I would love to know what an appropriate punishment is for a sassy 10 year old. My daughter is generally a great kid, but she has started being really mean to her 6 year old brother as well as being very dismissive toward any suggestions by me or things I ask her to do. When this happens, I am at a loss of what to punish her with. My kids are not allowed electronics during the week. Her 1st love is sport and swimming, but I am loathed to withdraw her from those as a punishment.
Anonymous, in Canada
What’s the life lesson here?
When I’m stuck trying to connect a meaningful consequence to one of my kids’ poor choices, I usually ask myself – what am I trying to teach? If this behavior went unchanged, what would the problem be for my child?
What’s going on with her?
Your daughter’s disregard (or seeming disregard) for your suggestions or requests may come from a place she thinks of as growing maturity. She may believe that she can now treat you more as an “equal” or as she would a friend. She is wrong.
It’s developmentally normal for her to be annoyed by her little brother. That does not make it acceptable to be mean to him.
Where does “sassy” get you?
Treating people with disrespect will lead her towards an adulthood she doesn’t want. “Sassy” teens get less leeway from teachers, find themselves in trouble more, and have fewer opportunities in extra-curricular activities or jobs.
Help her make the connection.
The consequences your give your child for her poor attitude will work the fastest if she sees how nasty behavior hurts – and respectful behavior builds – relationships and opportunities. Here is one way you can demonstrate that to her. Sit with her alone and:
- Ask her what she admires about you.
- Tell her what you admire about her.
- Repeat back to her (calmly) something disrespectful she’s said to you recently.
- Ask her how she would feel if one of her friends spoke to you that way.
- Let her know that you don’t want her to be spoken to that way and you also are not willing to be treated that way.
- Ask her how you can remind her (in a way that she can hear) if she does it again.
- Ask her what her consequence should be if (when) she speaks to you that way again.
- Make a plan that she understands, and stick to it. She does not have to like it!
Focus first on how she is treating you. After that is under better control, you’ll have more luck getting your children to treat each other respectfully.
This process takes some insight, but most ten year olds can do this. It may take a few tries. Chances are high she doesn’t like how she feels when she is dismissive towards you, she wants to treat you well but is trying out something new, and being careless of your (and her brother’s) feelings.
Will you let me know if you try this, and how it goes?
Parents, how have you handled an attitude change in the tween years?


### PROBLEM
Your response should consist of the entire listing, transcribed exactly, with every image left out.

### MATERIAL SUPPLIED

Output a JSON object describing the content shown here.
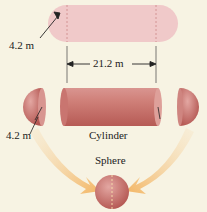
{
  "diagram": {
    "top": {
      "radius_label": "4.2 m",
      "length_label": "21.2 m"
    },
    "bottom": {
      "radius_label": "4.2 m",
      "cylinder_label": "Cylinder",
      "sphere_label": "Sphere"
    },
    "colors": {
      "background": "#f7f3e3",
      "capsule_fill": "#f0c9c9",
      "solid_fill": "#c8706a",
      "arrow_fill": "#f3c27a"
    }
  }
}
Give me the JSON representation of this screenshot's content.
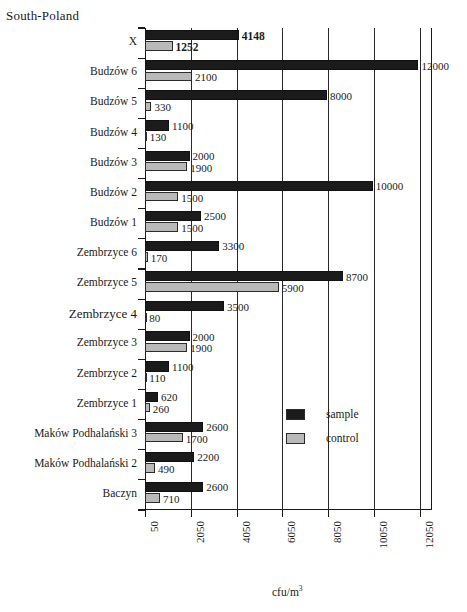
{
  "chart_data": {
    "type": "bar",
    "orientation": "horizontal",
    "title": "South-Poland",
    "xlabel": "cfu/m3",
    "xlabel_display": "cfu/m",
    "xlabel_sup": "3",
    "ylabel": "",
    "xlim": [
      50,
      12550
    ],
    "xticks": [
      50,
      2050,
      4050,
      6050,
      8050,
      10050,
      12050
    ],
    "xticklabels": [
      "50",
      "2050",
      "4050",
      "6050",
      "8050",
      "10050",
      "12050"
    ],
    "grid": true,
    "grid_axis": "x",
    "legend_position": "center-right-inside",
    "categories": [
      "X",
      "Budzów 6",
      "Budzów 5",
      "Budzów 4",
      "Budzów 3",
      "Budzów 2",
      "Budzów 1",
      "Zembrzyce 6",
      "Zembrzyce 5",
      "Zembrzyce 4",
      "Zembrzyce 3",
      "Zembrzyce 2",
      "Zembrzyce 1",
      "Maków Podhalański 3",
      "Maków Podhalański 2",
      "Baczyn"
    ],
    "series": [
      {
        "name": "sample",
        "color": "#1b1b1b",
        "values": [
          4148,
          12000,
          8000,
          1100,
          2000,
          10000,
          2500,
          3300,
          8700,
          3500,
          2000,
          1100,
          620,
          2600,
          2200,
          2600
        ]
      },
      {
        "name": "control",
        "color": "#b9b9b9",
        "values": [
          1252,
          2100,
          330,
          130,
          1900,
          1500,
          1500,
          170,
          5900,
          80,
          1900,
          110,
          260,
          1700,
          490,
          710
        ]
      }
    ],
    "rows": [
      {
        "category": "X",
        "label_size": "normal",
        "sample": 4148,
        "control": 1252,
        "sample_text": "4148",
        "control_text": "1252",
        "emphasis": true
      },
      {
        "category": "Budzów 6",
        "label_size": "normal",
        "sample": 12000,
        "control": 2100,
        "sample_text": "12000",
        "control_text": "2100",
        "emphasis": false
      },
      {
        "category": "Budzów 5",
        "label_size": "normal",
        "sample": 8000,
        "control": 330,
        "sample_text": "8000",
        "control_text": "330",
        "emphasis": false
      },
      {
        "category": "Budzów 4",
        "label_size": "normal",
        "sample": 1100,
        "control": 130,
        "sample_text": "1100",
        "control_text": "130",
        "emphasis": false
      },
      {
        "category": "Budzów 3",
        "label_size": "normal",
        "sample": 2000,
        "control": 1900,
        "sample_text": "2000",
        "control_text": "1900",
        "emphasis": false
      },
      {
        "category": "Budzów 2",
        "label_size": "normal",
        "sample": 10000,
        "control": 1500,
        "sample_text": "10000",
        "control_text": "1500",
        "emphasis": false
      },
      {
        "category": "Budzów 1",
        "label_size": "normal",
        "sample": 2500,
        "control": 1500,
        "sample_text": "2500",
        "control_text": "1500",
        "emphasis": false
      },
      {
        "category": "Zembrzyce 6",
        "label_size": "normal",
        "sample": 3300,
        "control": 170,
        "sample_text": "3300",
        "control_text": "170",
        "emphasis": false
      },
      {
        "category": "Zembrzyce 5",
        "label_size": "normal",
        "sample": 8700,
        "control": 5900,
        "sample_text": "8700",
        "control_text": "5900",
        "emphasis": false
      },
      {
        "category": "Zembrzyce 4",
        "label_size": "big",
        "sample": 3500,
        "control": 80,
        "sample_text": "3500",
        "control_text": "80",
        "emphasis": false
      },
      {
        "category": "Zembrzyce 3",
        "label_size": "normal",
        "sample": 2000,
        "control": 1900,
        "sample_text": "2000",
        "control_text": "1900",
        "emphasis": false
      },
      {
        "category": "Zembrzyce 2",
        "label_size": "normal",
        "sample": 1100,
        "control": 110,
        "sample_text": "1100",
        "control_text": "110",
        "emphasis": false
      },
      {
        "category": "Zembrzyce 1",
        "label_size": "normal",
        "sample": 620,
        "control": 260,
        "sample_text": "620",
        "control_text": "260",
        "emphasis": false
      },
      {
        "category": "Maków Podhalański 3",
        "label_size": "normal",
        "sample": 2600,
        "control": 1700,
        "sample_text": "2600",
        "control_text": "1700",
        "emphasis": false
      },
      {
        "category": "Maków Podhalański 2",
        "label_size": "normal",
        "sample": 2200,
        "control": 490,
        "sample_text": "2200",
        "control_text": "490",
        "emphasis": false
      },
      {
        "category": "Baczyn",
        "label_size": "normal",
        "sample": 2600,
        "control": 710,
        "sample_text": "2600",
        "control_text": "710",
        "emphasis": false
      }
    ],
    "legend": [
      {
        "label": "sample",
        "color": "#1b1b1b"
      },
      {
        "label": "control",
        "color": "#b9b9b9"
      }
    ]
  }
}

### RESPONSE TO THE EXERCISE
Output a JSON object describing the content shown here.
{
  "diagram": {
    "top": {
      "radius_label": "4.2 m",
      "length_label": "21.2 m"
    },
    "bottom": {
      "radius_label": "4.2 m",
      "cylinder_label": "Cylinder",
      "sphere_label": "Sphere"
    },
    "colors": {
      "background": "#f7f3e3",
      "capsule_fill": "#f0c9c9",
      "solid_fill": "#c8706a",
      "arrow_fill": "#f3c27a"
    }
  }
}
Give me the JSON representation of this screenshot's content.
{
  "chart_data": {
    "type": "bar",
    "orientation": "horizontal",
    "title": "South-Poland",
    "xlabel": "cfu/m3",
    "xlabel_display": "cfu/m",
    "xlabel_sup": "3",
    "ylabel": "",
    "xlim": [
      50,
      12550
    ],
    "xticks": [
      50,
      2050,
      4050,
      6050,
      8050,
      10050,
      12050
    ],
    "xticklabels": [
      "50",
      "2050",
      "4050",
      "6050",
      "8050",
      "10050",
      "12050"
    ],
    "grid": true,
    "grid_axis": "x",
    "legend_position": "center-right-inside",
    "categories": [
      "X",
      "Budzów 6",
      "Budzów 5",
      "Budzów 4",
      "Budzów 3",
      "Budzów 2",
      "Budzów 1",
      "Zembrzyce 6",
      "Zembrzyce 5",
      "Zembrzyce 4",
      "Zembrzyce 3",
      "Zembrzyce 2",
      "Zembrzyce 1",
      "Maków Podhalański 3",
      "Maków Podhalański 2",
      "Baczyn"
    ],
    "series": [
      {
        "name": "sample",
        "color": "#1b1b1b",
        "values": [
          4148,
          12000,
          8000,
          1100,
          2000,
          10000,
          2500,
          3300,
          8700,
          3500,
          2000,
          1100,
          620,
          2600,
          2200,
          2600
        ]
      },
      {
        "name": "control",
        "color": "#b9b9b9",
        "values": [
          1252,
          2100,
          330,
          130,
          1900,
          1500,
          1500,
          170,
          5900,
          80,
          1900,
          110,
          260,
          1700,
          490,
          710
        ]
      }
    ],
    "rows": [
      {
        "category": "X",
        "label_size": "normal",
        "sample": 4148,
        "control": 1252,
        "sample_text": "4148",
        "control_text": "1252",
        "emphasis": true
      },
      {
        "category": "Budzów 6",
        "label_size": "normal",
        "sample": 12000,
        "control": 2100,
        "sample_text": "12000",
        "control_text": "2100",
        "emphasis": false
      },
      {
        "category": "Budzów 5",
        "label_size": "normal",
        "sample": 8000,
        "control": 330,
        "sample_text": "8000",
        "control_text": "330",
        "emphasis": false
      },
      {
        "category": "Budzów 4",
        "label_size": "normal",
        "sample": 1100,
        "control": 130,
        "sample_text": "1100",
        "control_text": "130",
        "emphasis": false
      },
      {
        "category": "Budzów 3",
        "label_size": "normal",
        "sample": 2000,
        "control": 1900,
        "sample_text": "2000",
        "control_text": "1900",
        "emphasis": false
      },
      {
        "category": "Budzów 2",
        "label_size": "normal",
        "sample": 10000,
        "control": 1500,
        "sample_text": "10000",
        "control_text": "1500",
        "emphasis": false
      },
      {
        "category": "Budzów 1",
        "label_size": "normal",
        "sample": 2500,
        "control": 1500,
        "sample_text": "2500",
        "control_text": "1500",
        "emphasis": false
      },
      {
        "category": "Zembrzyce 6",
        "label_size": "normal",
        "sample": 3300,
        "control": 170,
        "sample_text": "3300",
        "control_text": "170",
        "emphasis": false
      },
      {
        "category": "Zembrzyce 5",
        "label_size": "normal",
        "sample": 8700,
        "control": 5900,
        "sample_text": "8700",
        "control_text": "5900",
        "emphasis": false
      },
      {
        "category": "Zembrzyce 4",
        "label_size": "big",
        "sample": 3500,
        "control": 80,
        "sample_text": "3500",
        "control_text": "80",
        "emphasis": false
      },
      {
        "category": "Zembrzyce 3",
        "label_size": "normal",
        "sample": 2000,
        "control": 1900,
        "sample_text": "2000",
        "control_text": "1900",
        "emphasis": false
      },
      {
        "category": "Zembrzyce 2",
        "label_size": "normal",
        "sample": 1100,
        "control": 110,
        "sample_text": "1100",
        "control_text": "110",
        "emphasis": false
      },
      {
        "category": "Zembrzyce 1",
        "label_size": "normal",
        "sample": 620,
        "control": 260,
        "sample_text": "620",
        "control_text": "260",
        "emphasis": false
      },
      {
        "category": "Maków Podhalański 3",
        "label_size": "normal",
        "sample": 2600,
        "control": 1700,
        "sample_text": "2600",
        "control_text": "1700",
        "emphasis": false
      },
      {
        "category": "Maków Podhalański 2",
        "label_size": "normal",
        "sample": 2200,
        "control": 490,
        "sample_text": "2200",
        "control_text": "490",
        "emphasis": false
      },
      {
        "category": "Baczyn",
        "label_size": "normal",
        "sample": 2600,
        "control": 710,
        "sample_text": "2600",
        "control_text": "710",
        "emphasis": false
      }
    ],
    "legend": [
      {
        "label": "sample",
        "color": "#1b1b1b"
      },
      {
        "label": "control",
        "color": "#b9b9b9"
      }
    ]
  }
}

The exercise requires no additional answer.